When I began researching whether I should wear the hijab or not, it was out of feeling pressure from those around me, as though it would ‘prove’ my worth as a Muslim. That in itself was wrong – if I ever choose to wear it, then that is something that should come from myself. The irony is laughable; I lived in a society that was so sure of itself as being one of freedom and choice, yet felt as though I was being forced into wearing something by those around me. It also strikes me that the hijab is often still associated with oppression in the West, whereas to several of my friends and I, it is a symbol of liberation. It can free women of society’s objectification and expectations of what a woman should look like and challenge people to realise that a woman is so much more than her physical form. I might one day choose to wear the hijab, but that is not how I currently exercise my faith – something which is between Allah and I.

It’s painful to reflect on the many more stories of anti-Muslim rhetoric and racism that I have endured – how on my first day of college, when someone asked me where I came from and if I was a Muslim after seeing my name, the people around me actually shifted backwards in their seats; how an ex-boyfriend said I would be ‘disowned’ for being in a relationship and saw my family as some anti-female tyranny; how bigotry within my own family has caused rifts; how I have been exoticised in clubs and sexually harassed by men for being Middle Eastern; or how many times I have been labelled a ‘terrorist’, ‘bomber’, a ‘member of ISIS’ and ‘radical’, even by self-professed ‘woke’ millennials at university.

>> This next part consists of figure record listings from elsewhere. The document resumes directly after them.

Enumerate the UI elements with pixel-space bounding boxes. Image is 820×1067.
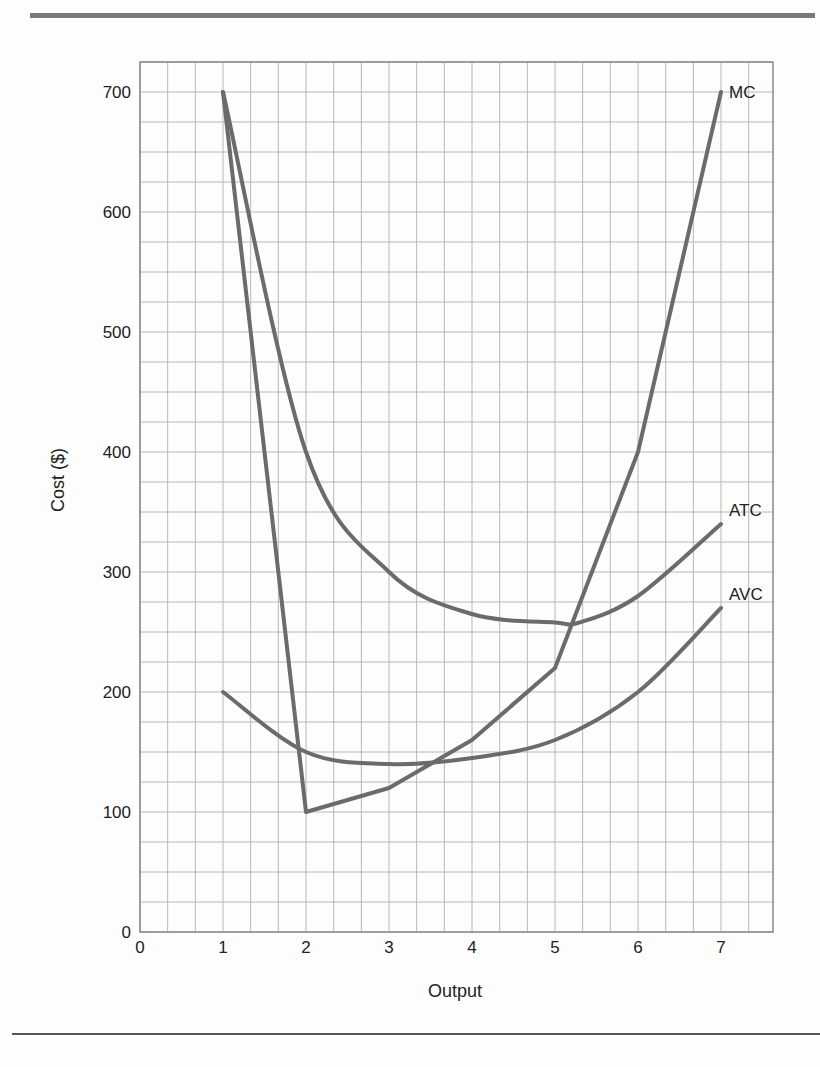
series-label-mc: MC: [729, 83, 755, 102]
series-label-atc: ATC: [729, 501, 762, 520]
y-tick-label: 0: [122, 923, 131, 942]
x-tick-label: 3: [384, 938, 393, 957]
cost-curves-chart: 0100200300400500600700 01234567 Cost ($)…: [0, 0, 820, 1067]
x-tick-label: 2: [301, 938, 310, 957]
y-axis-title: Cost ($): [48, 448, 68, 512]
x-tick-label: 6: [633, 938, 642, 957]
y-tick-label: 400: [103, 443, 131, 462]
y-tick-label: 300: [103, 563, 131, 582]
y-tick-label: 700: [103, 83, 131, 102]
series-label-avc: AVC: [729, 585, 763, 604]
x-axis-title: Output: [428, 981, 482, 1001]
y-tick-label: 500: [103, 323, 131, 342]
bottom-rule: [12, 1033, 820, 1035]
x-tick-label: 4: [467, 938, 476, 957]
series-labels: MCATCAVC: [729, 83, 763, 604]
y-axis-ticks: 0100200300400500600700: [103, 83, 131, 942]
x-tick-label: 5: [550, 938, 559, 957]
x-tick-label: 0: [135, 938, 144, 957]
x-tick-label: 1: [218, 938, 227, 957]
x-axis-ticks: 01234567: [135, 938, 725, 957]
y-tick-label: 100: [103, 803, 131, 822]
y-tick-label: 200: [103, 683, 131, 702]
y-tick-label: 600: [103, 203, 131, 222]
x-tick-label: 7: [716, 938, 725, 957]
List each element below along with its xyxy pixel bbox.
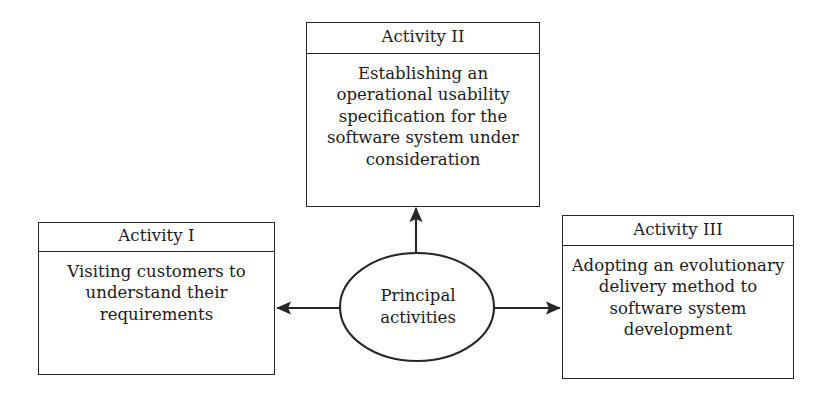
node-activity-2-body: Establishing an operational usability sp… xyxy=(307,54,539,206)
node-activity-1-title: Activity I xyxy=(39,223,274,252)
diagram-canvas: Principal activities Activity II Establi… xyxy=(0,0,832,402)
node-activity-1-body: Visiting customers to understand their r… xyxy=(39,252,274,374)
node-activity-3[interactable]: Activity III Adopting an evolutionary de… xyxy=(562,215,794,379)
hub-ellipse xyxy=(340,253,494,361)
node-activity-1[interactable]: Activity I Visiting customers to underst… xyxy=(38,222,275,375)
node-activity-2-title: Activity II xyxy=(307,23,539,54)
node-activity-2[interactable]: Activity II Establishing an operational … xyxy=(306,22,540,207)
node-activity-3-title: Activity III xyxy=(563,216,793,246)
node-activity-3-body: Adopting an evolutionary delivery method… xyxy=(563,246,793,378)
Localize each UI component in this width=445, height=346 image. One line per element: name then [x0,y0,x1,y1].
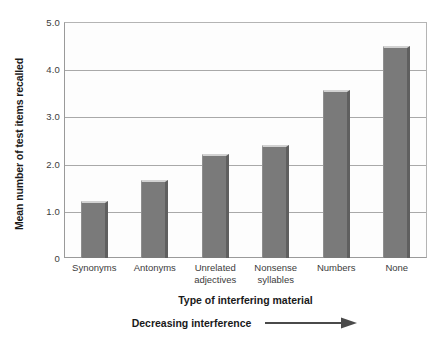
bar-slot [202,22,229,258]
x-tick-label-line: adjectives [185,274,246,286]
annotation-label: Decreasing interference [132,317,252,329]
y-tick-label: 4.0 [2,64,60,75]
bar[interactable] [262,145,289,258]
bar[interactable] [323,90,350,258]
bar-series [64,22,427,258]
x-axis-title: Type of interfering material [64,294,427,306]
x-tick-label: Antonyms [125,262,186,274]
bar-slot [383,22,410,258]
bar-slot [323,22,350,258]
x-tick-label: Nonsensesyllables [246,262,307,285]
bar-chart-figure: Mean number of test items recalled 01.02… [0,0,445,346]
x-tick-label-line: Antonyms [125,262,186,274]
y-tick-label: 1.0 [2,205,60,216]
y-tick-label: 2.0 [2,158,60,169]
bar-slot [81,22,108,258]
y-axis-tick-labels: 01.02.03.04.05.0 [0,22,60,258]
bar[interactable] [383,46,410,258]
x-tick-label-line: Synonyms [64,262,125,274]
bar-slot [141,22,168,258]
bar-slot [262,22,289,258]
bar[interactable] [141,180,168,258]
y-tick-label: 5.0 [2,17,60,28]
x-tick-label: None [367,262,428,274]
bar[interactable] [81,201,108,258]
y-tick-label: 0 [2,253,60,264]
interference-annotation: Decreasing interference [64,316,427,330]
x-tick-label: Numbers [306,262,367,274]
bar[interactable] [202,154,229,258]
x-tick-label: Synonyms [64,262,125,274]
y-tick-label: 3.0 [2,111,60,122]
x-tick-label-line: Nonsense [246,262,307,274]
x-tick-label-line: Unrelated [185,262,246,274]
x-axis-tick-labels: SynonymsAntonymsUnrelatedadjectivesNonse… [64,262,427,298]
x-tick-label-line: syllables [246,274,307,286]
x-tick-label-line: Numbers [306,262,367,274]
right-arrow-icon [263,316,359,330]
x-tick-label-line: None [367,262,428,274]
x-tick-label: Unrelatedadjectives [185,262,246,285]
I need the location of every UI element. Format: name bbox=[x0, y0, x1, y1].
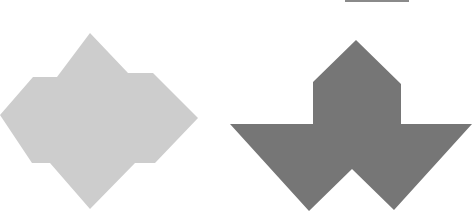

It’s also sad to think that these stories are probably tame compared to others.

While last year’s BLM movement finally made me and several others realise how wrong these kinds of stories were, and how they shouldn’t be accepted, I have still chosen to write this anonymously. I am not ashamed of my background, in fact far from it. My friends would be the first to say how I don’t stop going on about wanting to shift bias in the Western media and how proud I am of the women I have descended from, who excelled academically and who would most certainly not be pushed around (trust me, never try and tell a woman in my family that they are oppressed). However, religion is, unfortunately, such a contested and disputed topic. It is often conflated with race, which is then exploited to feed peoples’ prejudice about religion. This is then open to misrepresentation, misuse and manipulation, as has been proven on too many occasions. 
What I can say, though, is that others’ bigotry is a reflection on them and not me. Religion and tolerance have been woven together in my life with more of an emphasis on what people do, rather than what they look like or what they say. And honestly, at this point, I shouldn’t and do not care if others think that I am not Muslim enough for them. If I see myself and behave as a Muslim, then that is enough.